Higher-Order Statistical Properties Arising from the Non-Stationarity of Natural Signals

Parra, Lucas C., Spence, Clay, Sajda, Paul

Neural Information Processing Systems 

The first is that a variety of natural signals can be related through a common modelof spherically invariant random processes, which have the attractive property that the joint densities can be constructed from the one dimensional marginal. The second is that in some cases thenon-stationarity assumption and only second order methods can be explicitly exploited to find a linear basis that is equivalent to independent components obtained with higher-order methods. This is demonstrated on spectro-temporal components of speech. 1 Introduction Recently, considerable attention has been paid to understanding and modeling the non-Gaussian or "higher-order" properties of natural signals, particularly images. Several non-Gaussian properties have been identified and studied. For example, marginal densities of features have been shown to have high kurtosis or "heavy tails", indicating a non-Gaussian, sparse representation. Another example is the "bowtie" shape of conditional distributions of neighboring features, indicating dependence ofvariances [11]. These non-Gaussian properties have motivated a number of image and signal processing algorithms that attempt to exploit higher-order s tatistics of the signals, e.g., for blind source separation. In this paper we show that these previously observed higher-order phenomena are ubiquitous and can be accounted for by a model which simply varies the scale of an otherwise stationary Gaussianprocess. This enables us to relate a variety of natural signals to one another and to spherically invariant random processes, which are well-known in the signal processing literature [6, 3].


## WHAT TO PRODUCE
Write out the material below again, line for line, without any images.

## TASK INPUT
%%

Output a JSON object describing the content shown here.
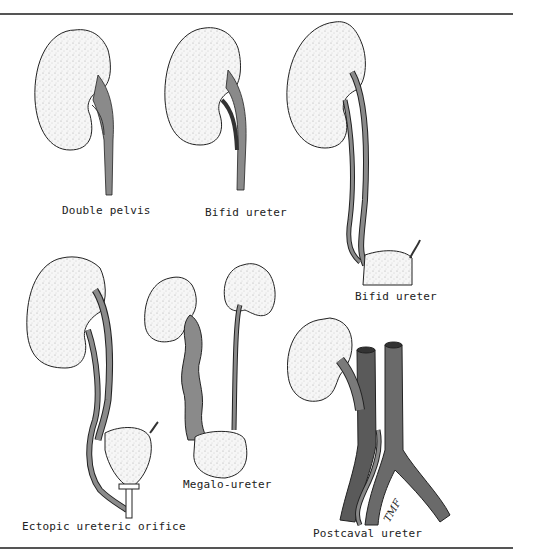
{
  "figure": {
    "panels": [
      {
        "id": "double-pelvis",
        "label": "Double pelvis"
      },
      {
        "id": "bifid-ureter-1",
        "label": "Bifid ureter"
      },
      {
        "id": "bifid-ureter-2",
        "label": "Bifid ureter"
      },
      {
        "id": "ectopic-ureteric-orifice",
        "label": "Ectopic ureteric orifice"
      },
      {
        "id": "megalo-ureter",
        "label": "Megalo-ureter"
      },
      {
        "id": "postcaval-ureter",
        "label": "Postcaval ureter"
      }
    ],
    "signature": "TMF",
    "colors": {
      "kidney_fill": "#f4f4f4",
      "ureter_fill": "#8a8a8a",
      "vessel_fill": "#6a6a6a",
      "outline": "#222222",
      "rule": "#555555"
    }
  }
}
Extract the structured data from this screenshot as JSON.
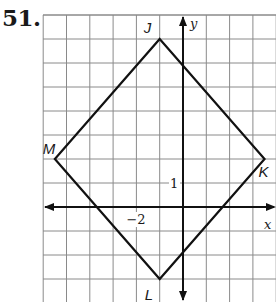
{
  "problem": {
    "number_label": "51."
  },
  "colors": {
    "grid": "#8a8a8a",
    "axis": "#111111",
    "shape": "#111111",
    "text": "#1a1a1a"
  },
  "graph": {
    "x_range": [
      -7,
      4
    ],
    "y_range": [
      -4,
      8
    ],
    "origin_px": [
      183,
      207
    ],
    "unit_px": [
      23.3,
      24
    ],
    "grid_left_px": 43,
    "grid_top_px": 15,
    "grid_right_px": 276,
    "grid_bottom_px": 302,
    "x_axis_label": "x",
    "y_axis_label": "y",
    "tick_labels": [
      {
        "axis": "x",
        "value": -2,
        "text": "−2"
      },
      {
        "axis": "y",
        "value": 1,
        "text": "1"
      }
    ]
  },
  "shape": {
    "type": "rhombus",
    "vertices": [
      {
        "name": "J",
        "x": -1,
        "y": 7
      },
      {
        "name": "K",
        "x": 3.5,
        "y": 2
      },
      {
        "name": "L",
        "x": -1,
        "y": -3
      },
      {
        "name": "M",
        "x": -5.5,
        "y": 2
      }
    ]
  }
}
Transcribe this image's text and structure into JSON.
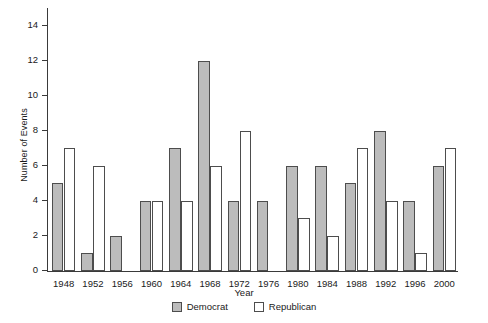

%%

## REPLY
Output a JSON object describing the content shown here.
{
  "figure": {
    "panels": [
      {
        "id": "double-pelvis",
        "label": "Double pelvis"
      },
      {
        "id": "bifid-ureter-1",
        "label": "Bifid ureter"
      },
      {
        "id": "bifid-ureter-2",
        "label": "Bifid ureter"
      },
      {
        "id": "ectopic-ureteric-orifice",
        "label": "Ectopic ureteric orifice"
      },
      {
        "id": "megalo-ureter",
        "label": "Megalo-ureter"
      },
      {
        "id": "postcaval-ureter",
        "label": "Postcaval ureter"
      }
    ],
    "signature": "TMF",
    "colors": {
      "kidney_fill": "#f4f4f4",
      "ureter_fill": "#8a8a8a",
      "vessel_fill": "#6a6a6a",
      "outline": "#222222",
      "rule": "#555555"
    }
  }
}
Extract the structured data from this screenshot as JSON.
{
  "problem": {
    "number_label": "51."
  },
  "colors": {
    "grid": "#8a8a8a",
    "axis": "#111111",
    "shape": "#111111",
    "text": "#1a1a1a"
  },
  "graph": {
    "x_range": [
      -7,
      4
    ],
    "y_range": [
      -4,
      8
    ],
    "origin_px": [
      183,
      207
    ],
    "unit_px": [
      23.3,
      24
    ],
    "grid_left_px": 43,
    "grid_top_px": 15,
    "grid_right_px": 276,
    "grid_bottom_px": 302,
    "x_axis_label": "x",
    "y_axis_label": "y",
    "tick_labels": [
      {
        "axis": "x",
        "value": -2,
        "text": "−2"
      },
      {
        "axis": "y",
        "value": 1,
        "text": "1"
      }
    ]
  },
  "shape": {
    "type": "rhombus",
    "vertices": [
      {
        "name": "J",
        "x": -1,
        "y": 7
      },
      {
        "name": "K",
        "x": 3.5,
        "y": 2
      },
      {
        "name": "L",
        "x": -1,
        "y": -3
      },
      {
        "name": "M",
        "x": -5.5,
        "y": 2
      }
    ]
  }
}
Transcribe this image's text and structure into JSON.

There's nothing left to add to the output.